The squash and gourd bees—genera Peponapis Robertson and Xenoglossa Smith—inhabiting America north of Mexico (Hymenoptera: Apoidea)
Paul D. Hurd and
E. Gorton Linsley
Hilgardia, 1964, vol. 35, issue 15
Abstract:
Bees of the genera Peponapis and Xenoglossa gather pollen exclusively from species of Cucurbita (squashes, gourds, pumpkins) and are represented in America north of Mexico by 11 species. The results of this study indicate that these bees are important and efficient pollinators. Since they are active before or shortly after sunrise, their role in the pollination of early morning flowering cucurbits has been poorly understood and scarcely appreciated. Nearly all species in the United States collect pollen from domestic as well as native species of Cucurbita, and in some instances their original distribution has been significantly altered following the development and introduction of domestic squashes by aboriginal man. The restriction of some of these bees to the pollen of certain species of Cucurbita suggests that the indigenous Cucurbita foetidissima may be involved in some way with the development of the domestic varieties by primitive man.
Keywords: Environmental; Economics; and; Policy (search for similar items in EconPapers)
Date: 1964
References: Add references at CitEc
Citations:
Downloads: (external link)
https://ageconsearch.umn.edu/record/381546/files/v35n15p375.pdf (application/pdf)
Related works:
This item may be available elsewhere in EconPapers: Search for items with the same title.
Export reference: BibTeX
RIS (EndNote, ProCite, RefMan)
HTML/Text
Persistent link: https://EconPapers.repec.org/RePEc:ags:hilgar:381546
Access Statistics for this article
More articles in Hilgardia from California Agricultural Experiment Station
Bibliographic data for series maintained by AgEcon Search ().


__Task__: Those lines of the following listing which contain the string "violence" should be returned.

__Data listing__:
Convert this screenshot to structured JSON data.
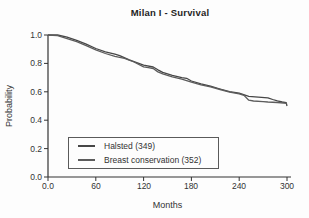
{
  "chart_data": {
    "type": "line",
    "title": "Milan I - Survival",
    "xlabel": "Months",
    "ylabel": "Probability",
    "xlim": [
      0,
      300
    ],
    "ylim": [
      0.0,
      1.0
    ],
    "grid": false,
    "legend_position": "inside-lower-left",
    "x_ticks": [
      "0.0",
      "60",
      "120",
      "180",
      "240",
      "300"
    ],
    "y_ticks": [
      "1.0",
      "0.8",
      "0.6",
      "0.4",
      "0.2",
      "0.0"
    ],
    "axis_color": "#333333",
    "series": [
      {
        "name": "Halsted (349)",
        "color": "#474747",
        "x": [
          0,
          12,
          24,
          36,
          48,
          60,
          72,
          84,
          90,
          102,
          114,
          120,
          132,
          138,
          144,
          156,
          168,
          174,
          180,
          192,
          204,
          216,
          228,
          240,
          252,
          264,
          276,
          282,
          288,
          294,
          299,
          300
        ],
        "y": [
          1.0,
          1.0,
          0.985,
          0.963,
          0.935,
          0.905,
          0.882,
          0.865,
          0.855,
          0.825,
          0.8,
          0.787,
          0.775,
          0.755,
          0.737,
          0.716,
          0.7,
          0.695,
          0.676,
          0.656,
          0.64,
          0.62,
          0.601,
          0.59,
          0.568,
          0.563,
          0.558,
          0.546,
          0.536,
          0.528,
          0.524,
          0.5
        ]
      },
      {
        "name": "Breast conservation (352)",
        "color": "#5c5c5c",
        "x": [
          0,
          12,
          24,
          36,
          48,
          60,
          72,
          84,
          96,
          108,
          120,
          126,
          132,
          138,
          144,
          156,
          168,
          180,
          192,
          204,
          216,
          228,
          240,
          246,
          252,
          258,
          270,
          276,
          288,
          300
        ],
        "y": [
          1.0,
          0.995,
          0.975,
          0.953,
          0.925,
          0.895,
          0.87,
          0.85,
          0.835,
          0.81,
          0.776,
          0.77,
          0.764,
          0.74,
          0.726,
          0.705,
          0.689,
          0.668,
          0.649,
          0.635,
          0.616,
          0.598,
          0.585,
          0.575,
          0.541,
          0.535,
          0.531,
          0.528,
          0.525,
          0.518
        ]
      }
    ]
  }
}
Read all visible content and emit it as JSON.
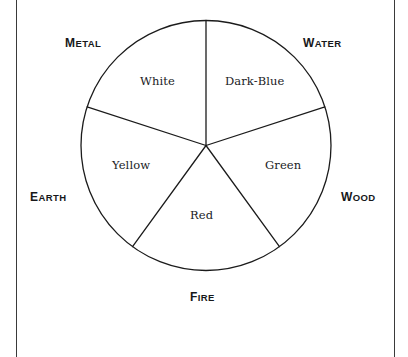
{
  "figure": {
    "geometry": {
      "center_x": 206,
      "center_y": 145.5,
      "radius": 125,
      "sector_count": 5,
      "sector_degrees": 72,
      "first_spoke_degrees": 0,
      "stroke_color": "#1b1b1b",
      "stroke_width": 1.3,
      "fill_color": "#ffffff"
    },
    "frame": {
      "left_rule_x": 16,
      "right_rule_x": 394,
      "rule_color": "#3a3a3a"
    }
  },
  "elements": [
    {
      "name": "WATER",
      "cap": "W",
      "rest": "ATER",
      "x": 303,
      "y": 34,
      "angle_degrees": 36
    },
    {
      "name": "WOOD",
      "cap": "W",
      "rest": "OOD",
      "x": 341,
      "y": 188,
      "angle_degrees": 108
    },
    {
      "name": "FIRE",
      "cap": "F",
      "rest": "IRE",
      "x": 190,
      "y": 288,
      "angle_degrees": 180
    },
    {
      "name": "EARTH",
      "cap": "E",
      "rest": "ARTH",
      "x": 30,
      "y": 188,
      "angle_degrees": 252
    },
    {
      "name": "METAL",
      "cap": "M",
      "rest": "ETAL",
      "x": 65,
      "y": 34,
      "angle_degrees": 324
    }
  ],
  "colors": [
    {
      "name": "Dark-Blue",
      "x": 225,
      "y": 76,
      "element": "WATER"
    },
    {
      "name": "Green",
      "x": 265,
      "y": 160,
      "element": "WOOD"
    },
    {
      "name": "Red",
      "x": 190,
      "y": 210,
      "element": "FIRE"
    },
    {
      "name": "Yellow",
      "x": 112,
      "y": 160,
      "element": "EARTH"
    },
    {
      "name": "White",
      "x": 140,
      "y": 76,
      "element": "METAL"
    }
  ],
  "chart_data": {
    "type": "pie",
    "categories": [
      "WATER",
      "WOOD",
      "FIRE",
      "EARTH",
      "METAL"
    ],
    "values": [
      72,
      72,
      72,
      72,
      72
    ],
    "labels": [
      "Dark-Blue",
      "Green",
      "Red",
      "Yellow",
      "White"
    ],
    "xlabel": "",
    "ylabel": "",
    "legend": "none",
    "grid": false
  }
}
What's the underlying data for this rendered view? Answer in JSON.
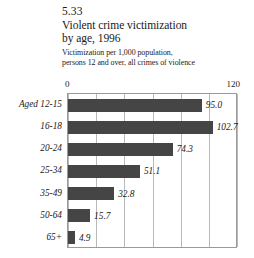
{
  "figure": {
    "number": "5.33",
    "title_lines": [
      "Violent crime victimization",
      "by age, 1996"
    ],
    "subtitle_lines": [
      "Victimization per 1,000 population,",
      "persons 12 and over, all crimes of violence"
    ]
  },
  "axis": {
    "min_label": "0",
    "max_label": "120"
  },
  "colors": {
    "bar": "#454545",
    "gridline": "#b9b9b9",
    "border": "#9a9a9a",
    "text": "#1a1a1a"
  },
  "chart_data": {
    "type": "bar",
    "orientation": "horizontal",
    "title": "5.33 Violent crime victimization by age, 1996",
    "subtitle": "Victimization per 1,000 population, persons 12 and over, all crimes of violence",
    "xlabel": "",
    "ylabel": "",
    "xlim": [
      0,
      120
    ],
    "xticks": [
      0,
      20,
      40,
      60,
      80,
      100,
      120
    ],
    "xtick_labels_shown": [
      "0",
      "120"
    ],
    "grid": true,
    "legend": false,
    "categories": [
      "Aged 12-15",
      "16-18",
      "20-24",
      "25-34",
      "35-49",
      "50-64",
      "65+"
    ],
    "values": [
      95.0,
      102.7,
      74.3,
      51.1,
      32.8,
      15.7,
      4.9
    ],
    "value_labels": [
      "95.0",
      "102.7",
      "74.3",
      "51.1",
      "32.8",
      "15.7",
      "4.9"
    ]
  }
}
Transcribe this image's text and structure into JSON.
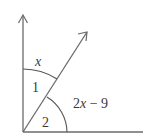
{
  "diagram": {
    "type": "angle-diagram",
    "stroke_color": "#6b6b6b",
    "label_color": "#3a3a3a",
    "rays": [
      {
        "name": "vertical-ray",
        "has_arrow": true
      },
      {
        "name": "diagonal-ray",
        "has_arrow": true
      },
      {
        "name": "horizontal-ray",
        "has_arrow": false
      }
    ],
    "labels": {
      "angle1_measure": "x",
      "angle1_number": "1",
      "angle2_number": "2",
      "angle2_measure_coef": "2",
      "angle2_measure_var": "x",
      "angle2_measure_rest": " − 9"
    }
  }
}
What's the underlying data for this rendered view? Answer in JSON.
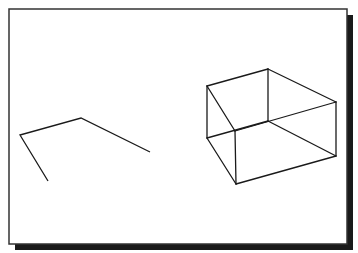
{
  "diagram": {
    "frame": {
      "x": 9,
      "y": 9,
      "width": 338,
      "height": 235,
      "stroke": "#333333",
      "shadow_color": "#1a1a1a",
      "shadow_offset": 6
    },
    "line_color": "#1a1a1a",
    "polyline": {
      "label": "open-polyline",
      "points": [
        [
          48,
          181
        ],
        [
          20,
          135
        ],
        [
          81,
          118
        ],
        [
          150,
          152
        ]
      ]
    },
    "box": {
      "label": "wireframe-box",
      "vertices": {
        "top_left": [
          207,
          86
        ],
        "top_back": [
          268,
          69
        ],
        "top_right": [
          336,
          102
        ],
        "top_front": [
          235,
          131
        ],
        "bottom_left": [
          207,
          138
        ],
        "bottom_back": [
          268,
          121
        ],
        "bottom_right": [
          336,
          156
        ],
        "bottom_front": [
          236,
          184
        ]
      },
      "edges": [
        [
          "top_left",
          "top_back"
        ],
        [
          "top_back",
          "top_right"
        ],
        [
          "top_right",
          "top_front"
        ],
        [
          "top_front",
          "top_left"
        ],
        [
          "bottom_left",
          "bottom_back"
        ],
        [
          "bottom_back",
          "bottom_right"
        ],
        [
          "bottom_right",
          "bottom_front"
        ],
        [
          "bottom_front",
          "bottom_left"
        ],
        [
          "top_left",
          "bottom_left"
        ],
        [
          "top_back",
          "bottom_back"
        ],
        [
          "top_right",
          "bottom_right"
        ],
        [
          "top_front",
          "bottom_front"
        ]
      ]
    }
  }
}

__Result for this task__:
      "persons 12 and over, all crimes of violence"
    "subtitle": "Victimization per 1,000 population, persons 12 and over, all crimes of violence",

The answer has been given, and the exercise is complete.